Watts Martin: Who’s Afraid of the Verizon iPhone? →
https://marco.org/2011/01/12/watts-martin-whos-afraid-of-the-verizon-iphone
I was going to write about this angle of the Verizon iPhone, but Watts Martin already did a better job of communicating what I wanted to say, plus more, in this post:
But in the US market the great Google vs. Apple Fight Fight Fight! has been a lot less of a real competition than either the technology press or the cheering fans make it out to be. With Verizon getting the iPhone and AT&T getting Android-powered phones that don’t suck, though, consumers who aren’t nerds are going to be finally making side-by-side comparisons when they walk into their neighborhood cell phone store.
Sure, Android has moved a lot of volume. But the platform’s various devices seem to lack most of the passionate customer demand that iPhones have always had. Nobody’s lining up the night before to buy them. Even the gadget blogs have a hard time feigning enthusiasm for this week’s hot Android phone because they still haven’t taken the shrinkwrap off of last week’s.
Whenever I’ve overheard conversations about smartphones in real life, by “normal people” (not geeks like us), it has always been clear that the true battle happening in the U.S. phone market wasn’t iPhone versus Android, but iPhone versus Verizon.
The decision that people were discussing wasn’t “Do I get an iPhone or an Android whatever?”
It was always “Do I get an iPhone or do I stay on Verizon?”
I get the feeling that very few people except anti-Apple geeks really care about Android itself. The buying decision for most seemed to be, “I’m on Verizon and don’t want to switch, so which of the phones in the Verizon store looks best? They say this one is just as good as an iPhone. I guess I’ll get that.”
Granted, this is purely anecdotal and speculative. And my speculation is wrong a lot.
But I suspect that the media’s conversation about Android versus iPhone is going to be very different in a year. Even moreso in two years, the duration of the average Verizon contract. And it’s not looking great for Android.
The iPhone is going to gain a lot of U.S. marketshare by being on Verizon, and it’s going to come significantly at Android’s expense. (BlackBerry will lose some of their Verizon customers to iPhone, too, but I bet Android will lose proportionally much more.)
One effect I expect to start immediately: developers of popular iPhone apps are going to feel a lot less pressure to write Android versions if it becomes apparent, or if we all just speculate in the same way, that Android isn’t in fact going to take any more U.S. marketshare away from Apple and is likely to give back some of what they took over the last year. Android’s marketshare may have just peaked.
I’m not saying Android is going to be “killed”, or that it will be reduced to a miniscule installed base. Neither are remotely likely.
But I think over the next few quarters, it’s going to become far less relevant.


*GOAL OF THE EXERCISE*
Make an exact copy of the records, dropping all pictures.

____________

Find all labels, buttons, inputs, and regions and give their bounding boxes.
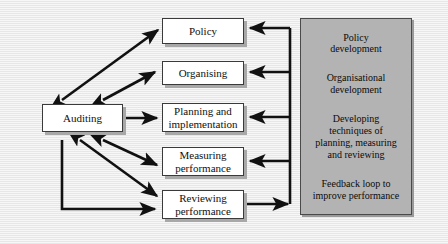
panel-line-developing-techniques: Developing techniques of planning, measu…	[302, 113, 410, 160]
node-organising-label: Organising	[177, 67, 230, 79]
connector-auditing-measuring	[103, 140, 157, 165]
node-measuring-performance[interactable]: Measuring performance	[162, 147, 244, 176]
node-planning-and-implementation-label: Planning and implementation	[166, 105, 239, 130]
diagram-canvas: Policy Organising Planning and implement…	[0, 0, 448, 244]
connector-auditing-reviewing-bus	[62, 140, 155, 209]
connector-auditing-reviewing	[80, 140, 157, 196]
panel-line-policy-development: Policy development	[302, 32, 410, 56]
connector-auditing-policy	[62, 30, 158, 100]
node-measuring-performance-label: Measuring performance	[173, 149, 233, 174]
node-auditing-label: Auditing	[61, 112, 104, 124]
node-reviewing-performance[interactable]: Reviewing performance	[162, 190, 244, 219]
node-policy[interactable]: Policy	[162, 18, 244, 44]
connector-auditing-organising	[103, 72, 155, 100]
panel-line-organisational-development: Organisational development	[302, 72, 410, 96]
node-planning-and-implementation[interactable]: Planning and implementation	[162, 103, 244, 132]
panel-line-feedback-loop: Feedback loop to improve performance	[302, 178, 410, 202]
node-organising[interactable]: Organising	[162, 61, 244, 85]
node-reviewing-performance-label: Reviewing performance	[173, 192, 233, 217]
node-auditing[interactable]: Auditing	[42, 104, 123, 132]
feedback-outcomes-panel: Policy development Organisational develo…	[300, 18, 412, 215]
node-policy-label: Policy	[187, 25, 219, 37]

____________

*YOUR SOLUTION*
Find all labels, buttons, inputs, and regions and give their bounding boxes.
panel-line-developing-techniques: Developing techniques of planning, measu…	[302, 113, 410, 160]
node-organising-label: Organising	[177, 67, 230, 79]
connector-auditing-measuring	[103, 140, 157, 165]
node-measuring-performance[interactable]: Measuring performance	[162, 147, 244, 176]
node-planning-and-implementation-label: Planning and implementation	[166, 105, 239, 130]
diagram-canvas: Policy Organising Planning and implement…	[0, 0, 448, 244]
connector-auditing-reviewing-bus	[62, 140, 155, 209]
connector-auditing-reviewing	[80, 140, 157, 196]
panel-line-policy-development: Policy development	[302, 32, 410, 56]
connector-auditing-policy	[62, 30, 158, 100]
node-measuring-performance-label: Measuring performance	[173, 149, 233, 174]
node-auditing-label: Auditing	[61, 112, 104, 124]
node-reviewing-performance[interactable]: Reviewing performance	[162, 190, 244, 219]
node-policy[interactable]: Policy	[162, 18, 244, 44]
connector-auditing-organising	[103, 72, 155, 100]
panel-line-organisational-development: Organisational development	[302, 72, 410, 96]
node-planning-and-implementation[interactable]: Planning and implementation	[162, 103, 244, 132]
panel-line-feedback-loop: Feedback loop to improve performance	[302, 178, 410, 202]
node-organising[interactable]: Organising	[162, 61, 244, 85]
node-reviewing-performance-label: Reviewing performance	[173, 192, 233, 217]
node-auditing[interactable]: Auditing	[42, 104, 123, 132]
feedback-outcomes-panel: Policy development Organisational develo…	[300, 18, 412, 215]
node-policy-label: Policy	[187, 25, 219, 37]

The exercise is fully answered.